These hydrophones are a bit more expensive (~$1k per deployment) but still very accessible compared to how much it usually costs. And the goal is to bring the cost down to the ~$100 range (so $5 is very impressive!):

https://experiment.com/projects/can-low-cost-diy-hydrophones...

All the data is being saved (used for scientific research & ML training), with some of the hydrophones going back to 2017, and yes it's quite difficult to listen to and review so much audio. Better tools like the hydrophone explorer UI are much needed (been working on something similar).

One of the things that's surprised me the most is how difficult to keep hydrophones up and running. I can sympathize with both the technical and social challenges—underwater is not a friendly environment for electronics, and it can be difficult to get permission to deploy hydrophones.
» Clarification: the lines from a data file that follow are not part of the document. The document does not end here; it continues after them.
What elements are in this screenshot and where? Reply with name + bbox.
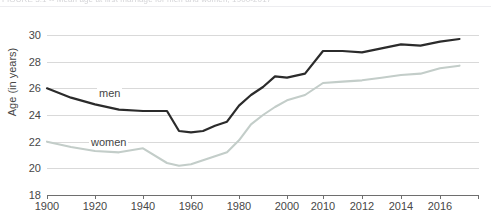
x-tick-label-2016: 2016 (415, 200, 465, 212)
figure-container: FIGURE 3.1 -- Mean age at first marriage… (0, 0, 491, 223)
plot-area: men women (47, 35, 479, 195)
y-tick-label-22: 22 (19, 137, 41, 148)
x-tick-2016 (440, 195, 441, 199)
y-axis-label: Age (in years) (6, 22, 18, 142)
x-tick-1940 (143, 195, 144, 199)
y-tick-label-30: 30 (19, 30, 41, 41)
x-tick-end (478, 195, 479, 199)
x-tick-label-1940: 1940 (118, 200, 168, 212)
x-tick-2000 (287, 195, 288, 199)
x-tick-1960 (191, 195, 192, 199)
caption-divider (0, 6, 491, 7)
line-men (47, 39, 460, 132)
y-tick-label-28: 28 (19, 57, 41, 68)
x-tick-1980 (239, 195, 240, 199)
figure-caption-strip: FIGURE 3.1 -- Mean age at first marriage… (0, 0, 491, 7)
y-tick-label-24: 24 (19, 110, 41, 121)
x-tick-label-1900: 1900 (22, 200, 72, 212)
x-tick-label-1980: 1980 (214, 200, 264, 212)
y-tick-label-26: 26 (19, 83, 41, 94)
x-tick-2014 (401, 195, 402, 199)
x-tick-1920 (95, 195, 96, 199)
y-tick-label-20: 20 (19, 163, 41, 174)
figure-caption: FIGURE 3.1 -- Mean age at first marriage… (2, 0, 271, 5)
x-tick-1900 (47, 195, 48, 199)
x-axis-line (47, 195, 479, 196)
line-women (47, 66, 460, 166)
series-label-men: men (97, 87, 122, 99)
x-tick-2012 (362, 195, 363, 199)
series-label-women: women (89, 136, 128, 148)
x-tick-2010 (323, 195, 324, 199)
x-tick-label-1920: 1920 (70, 200, 120, 212)
series-lines (47, 35, 479, 195)
x-tick-label-1960: 1960 (166, 200, 216, 212)
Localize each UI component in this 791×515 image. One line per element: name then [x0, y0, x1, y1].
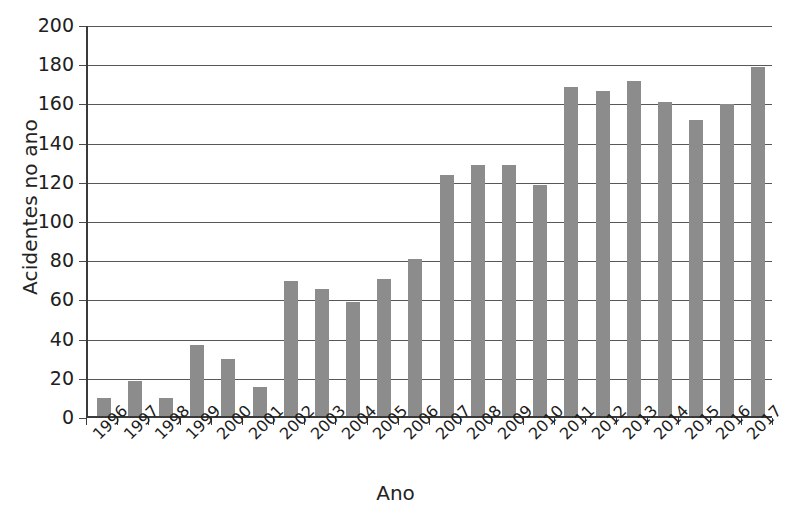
- y-tick-mark-80: [79, 261, 86, 262]
- y-tick-mark-140: [79, 144, 86, 145]
- y-tick-label-200: 200: [30, 16, 74, 35]
- y-tick-mark-180: [79, 65, 86, 66]
- y-tick-mark-200: [79, 26, 86, 27]
- y-tick-mark-120: [79, 183, 86, 184]
- y-tick-label-40: 40: [30, 330, 74, 349]
- y-tick-label-160: 160: [30, 94, 74, 113]
- bar-2007: [440, 175, 454, 416]
- y-tick-mark-160: [79, 104, 86, 105]
- bar-2010: [533, 185, 547, 416]
- plot-top-border: [88, 26, 772, 27]
- bar-2013: [627, 81, 641, 416]
- y-tick-label-100: 100: [30, 212, 74, 231]
- y-tick-mark-0: [79, 418, 86, 419]
- bar-1999: [190, 345, 204, 416]
- plot-area: [86, 26, 772, 418]
- x-tick-mark-0: [86, 418, 87, 425]
- bar-2004: [346, 302, 360, 416]
- bar-2016: [720, 104, 734, 416]
- y-tick-label-0: 0: [30, 408, 74, 427]
- bar-2009: [502, 165, 516, 416]
- y-tick-label-180: 180: [30, 55, 74, 74]
- bar-2017: [751, 67, 765, 416]
- bar-2002: [284, 281, 298, 416]
- y-tick-label-60: 60: [30, 290, 74, 309]
- bar-2005: [377, 279, 391, 416]
- y-tick-label-20: 20: [30, 369, 74, 388]
- bar-2015: [689, 120, 703, 416]
- y-tick-label-140: 140: [30, 134, 74, 153]
- bar-2011: [564, 87, 578, 416]
- x-axis-title: Ano: [0, 481, 791, 505]
- y-tick-mark-60: [79, 300, 86, 301]
- y-tick-mark-20: [79, 379, 86, 380]
- y-tick-label-80: 80: [30, 251, 74, 270]
- bar-2014: [658, 102, 672, 416]
- gridline-180: [88, 65, 772, 66]
- bar-2003: [315, 289, 329, 416]
- bar-chart: Acidentes no ano 02040608010012014016018…: [0, 0, 791, 515]
- y-tick-mark-100: [79, 222, 86, 223]
- y-tick-label-120: 120: [30, 173, 74, 192]
- y-tick-mark-40: [79, 340, 86, 341]
- bar-2000: [221, 359, 235, 416]
- bar-2006: [408, 259, 422, 416]
- bar-2008: [471, 165, 485, 416]
- bar-2012: [596, 91, 610, 416]
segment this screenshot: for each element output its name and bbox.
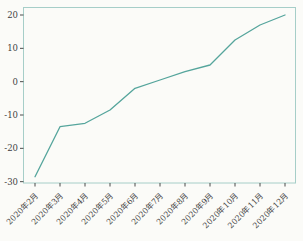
y-tick-label: 10	[7, 43, 18, 53]
y-tick-label: 0	[13, 77, 18, 87]
y-tick-label: 20	[7, 10, 18, 20]
chart-figure: 20100-10-20-302020年2月2020年3月2020年4月2020年…	[0, 0, 303, 241]
y-tick-label: -20	[4, 143, 18, 153]
plot-border	[24, 8, 296, 184]
y-tick-label: -10	[4, 110, 18, 120]
line-chart: 20100-10-20-302020年2月2020年3月2020年4月2020年…	[0, 0, 303, 241]
data-line-series	[35, 15, 285, 177]
y-tick-label: -30	[4, 177, 18, 187]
But it's incredibly rewarding when it works and you capture some cool sounds.

For anyone interested, all the code is open source and acoustic data is freely available:

Code: https://github.com/orcasound/

Data: https://registry.opendata.aws/orcasound/

Community: https://orcasound.zulipchat.com/

alexpotato•1mo ago
> Better tools like the hydrophone explorer UI are much needed (been working on something similar).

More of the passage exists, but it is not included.